Calculating where projective lines intersect

A couple days ago I wrote about homogeneous coordinates projective planes. I said that the lines y = 5 and y = 6 intersect in a point “at infinity.”

In projective geometry any two distinct lines intersect in exactly one point, and you can compute that intersection point the same way, whether the intersection is at a finite point or an infinite point [1].

Definitions and notation

In my post on projective duality I explained how lines are defined. A line is simply a set of three coordinates, not all zero, just like a point. We used parentheses for triples that represent points, and square brackets for triples that represent lines. All variables come from a field F; you can think of F as the real numbers but everything here works in general fields.

As we noted in that post, a point (a, b, c) is defined to be on the line [x, y, z] if

ax + by + cz = 0.

Points and lines are equivalence classes of triples; multiplying all three components by the same non-zero value gives an equivalent point or equivalent line.

When we want to think of a triple as a vector in a vector space, not a point in a projective plane and not an equivalence class, we used double parentheses. So (a, b, c) would be a representative of a point in the projective plane, and ((a, b, c)) is a vector in R³, or more generally F³ for a field F.

Note that point (a, b, c) is on the line [x, y, z] if the dot product of the vectors ((a, b, c)) and ((x, y, z)) is zero.

Calculating intersections

Two lines [a, b, c] and [d, e, f] intersect at a point (g, h, i) where ((g, h, i)) is the cross product of ((ab, c)) and ((d, e, f)).

So to find the intersection of two lines, we take representations of each line, reinterpret the three coordinates as components of a vector rather than a line in projective space, take the cross product of these two vectors, then reinterpret the components as homogeneous coordinates of a point. It’s interesting that this algorithm requires interpreting triples three different ways.

Note that using different representatives of the same lines just results in a different representative of the same intersection point, so the intersection calculation gives a well-defined result.

Next we’ll give two examples: one where lines intersect at a finite point and one where the intersect at a point at infinity.

Finite example

Consider the lines

y = 3x + 2

and

y = x + 4

The lines intersect at the point where x = 1 and y = 5 in the ordinary plane. If we embed each line in the projective plane and take the intersection there, we get the embedding of the point (1, 5) in the projective plane. Recall that we associate the point (x, y) in the ordinary plane with (x, y, 1) in the projective plane.

The line y = 3x + 2 becomes the line [3, -1, 2] in the projective plane because if

y = 3x + 2

then the dot product of ((x, y, 1)) with ((3, -1, 2)) is zero.

Similarly, the line y = x + 4 becomes the line [1, -2, 4] in the projective plane.

We have the cross product

((3, -1, 2)) × ((1, -2, 4)) = ((-2, -10, -2))

which is associated with the point (-2, -10, 2), which is in the same equivalence class as (1, 5, 1), which is the embedding of the point (1, 5) in the projective plane.

Infinite example

Now consider the parallel lines

y = 5

and

y = 6

as in previous posts.

These lines have projective representations [0, -1, 5] and [0, -1, 6].

We take the cross product to find

((0, -1, 5)) × ((0, -1, 6)) = ((-1, 0, 0)).

Now we said in this post that the two lines intersected at (1, 0, 0). But (-1, 0, 0) is equivalent to (1, 0, 0) in homogeneous coordinates, so we get the same result using a cross product that we got before using more direct reasoning.

The important thing to note is that we didn’t have to do anything special for lines that intersect “at infinity.” We execute the same algorithm in any case. If we didn’t realize our lines were parallel (in the ordinary plane: there are no parallel lines in the projective plane) we could turn the crank and then notice a 0 in the third coordinate when we’re done. Then we’d know that our intersection point is at infinity, and so the original lines must have been parallel (when considered as lines in the ordinary plane).

[1] Distinguishing some points as infinite and some as finite is an artifact of how we constructed the projective plane and how we think of an ordinary plane sitting inside. There’s nothing special about “points at infinity” other than the way we think of them.

2 thoughts on “Calculating where projective lines intersect

  1. Oliver Jennrich

    I guess “Note that point (a, b, c) is on the line [x, y, z] if the dot product of the vectors ((a, b, c)) and ((d, e, f)) is zero.” should read “Note that point (a, b, c) is on the line [x, y, z] if the dot product of the vectors ((a, b, c)) and ((x,y,z)) is zero.”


Would you please reproduce all the entries exactly, leaving the pictures out?

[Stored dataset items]
___

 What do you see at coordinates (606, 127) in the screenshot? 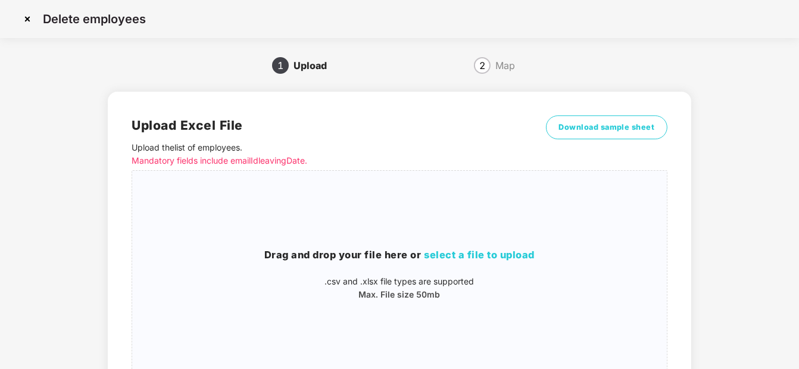
I see `button: Download sample sheet` at bounding box center [606, 127].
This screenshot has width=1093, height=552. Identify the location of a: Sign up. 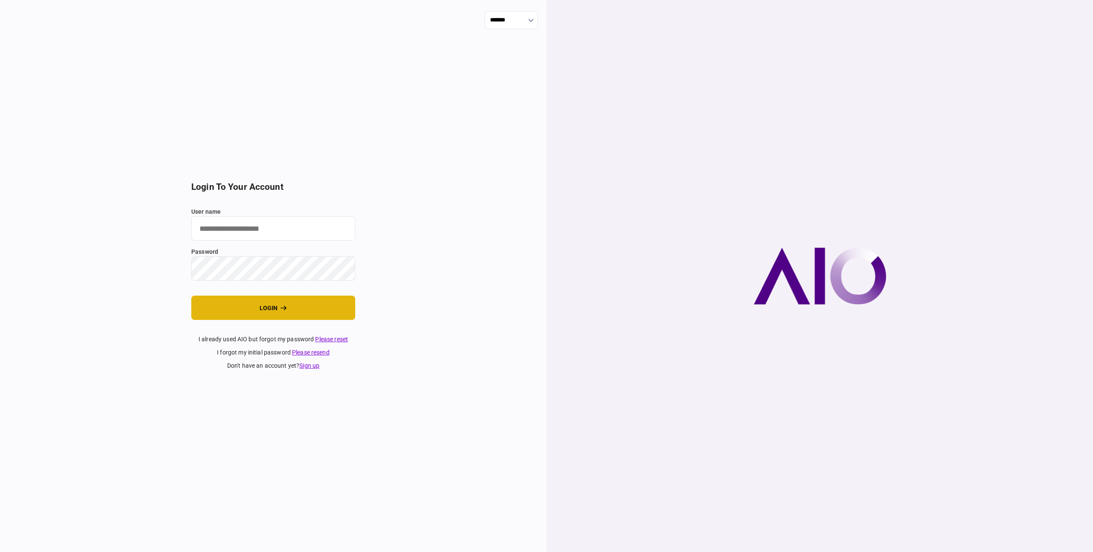
(309, 366).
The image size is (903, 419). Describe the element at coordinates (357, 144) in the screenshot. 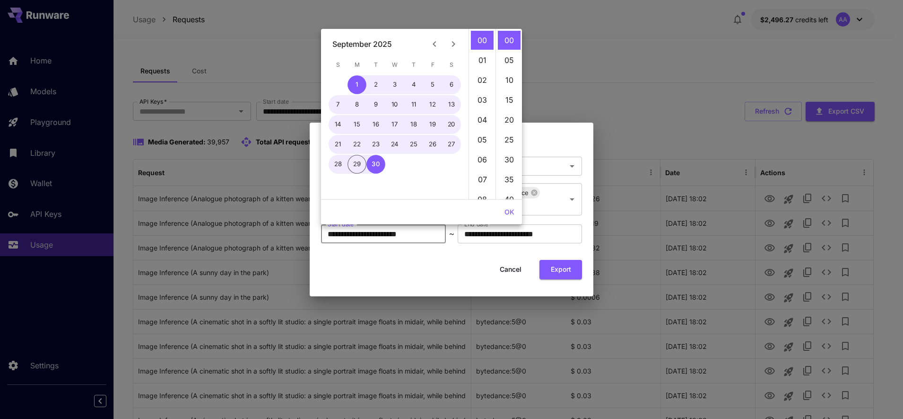

I see `button: 22` at that location.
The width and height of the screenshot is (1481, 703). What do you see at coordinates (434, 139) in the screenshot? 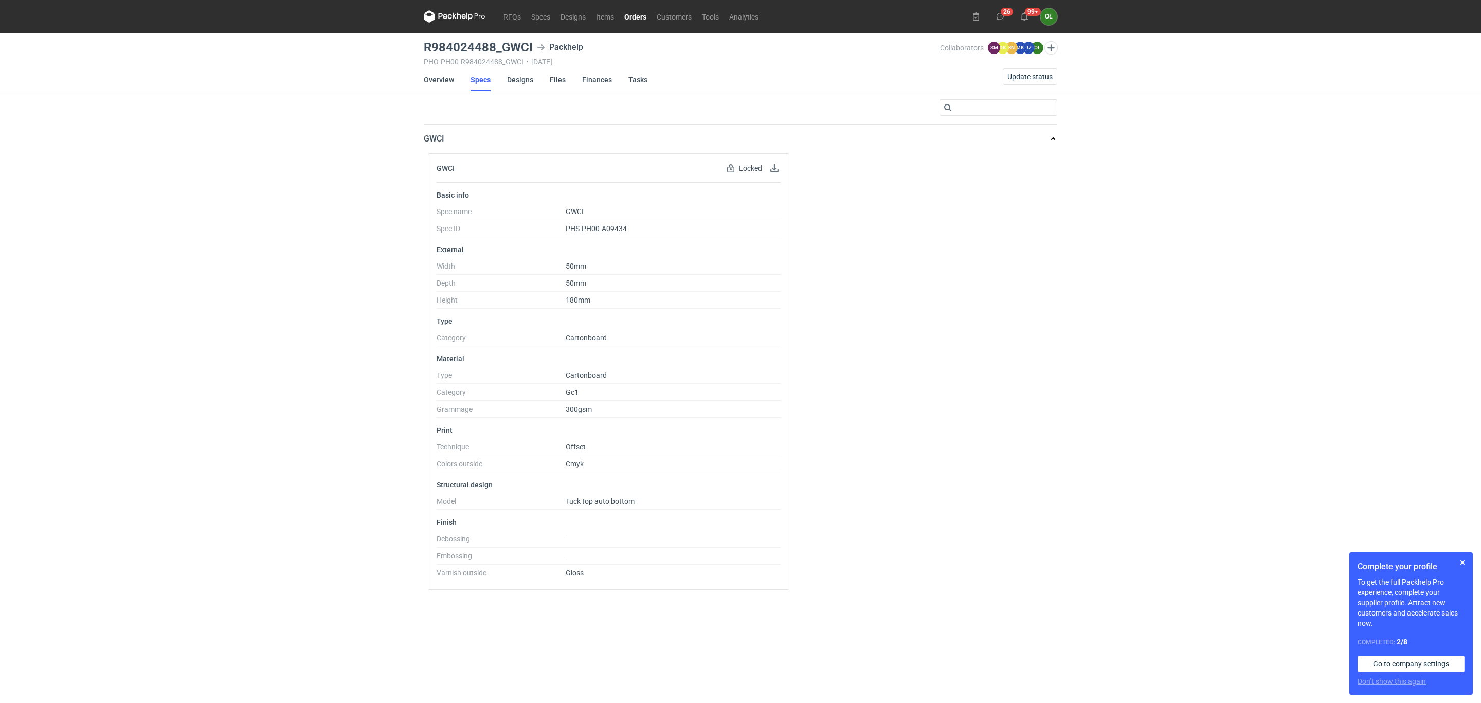
I see `p: GWCI` at bounding box center [434, 139].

___

Final answer
 What do you see at coordinates (606, 127) in the screenshot? 
I see `button: Download sample sheet` at bounding box center [606, 127].
This screenshot has width=1093, height=552. Identify the location of a: Sign up. 
(309, 366).
The image size is (903, 419). Describe the element at coordinates (357, 144) in the screenshot. 

I see `button: 22` at that location.
The width and height of the screenshot is (1481, 703). What do you see at coordinates (434, 139) in the screenshot? 
I see `p: GWCI` at bounding box center [434, 139].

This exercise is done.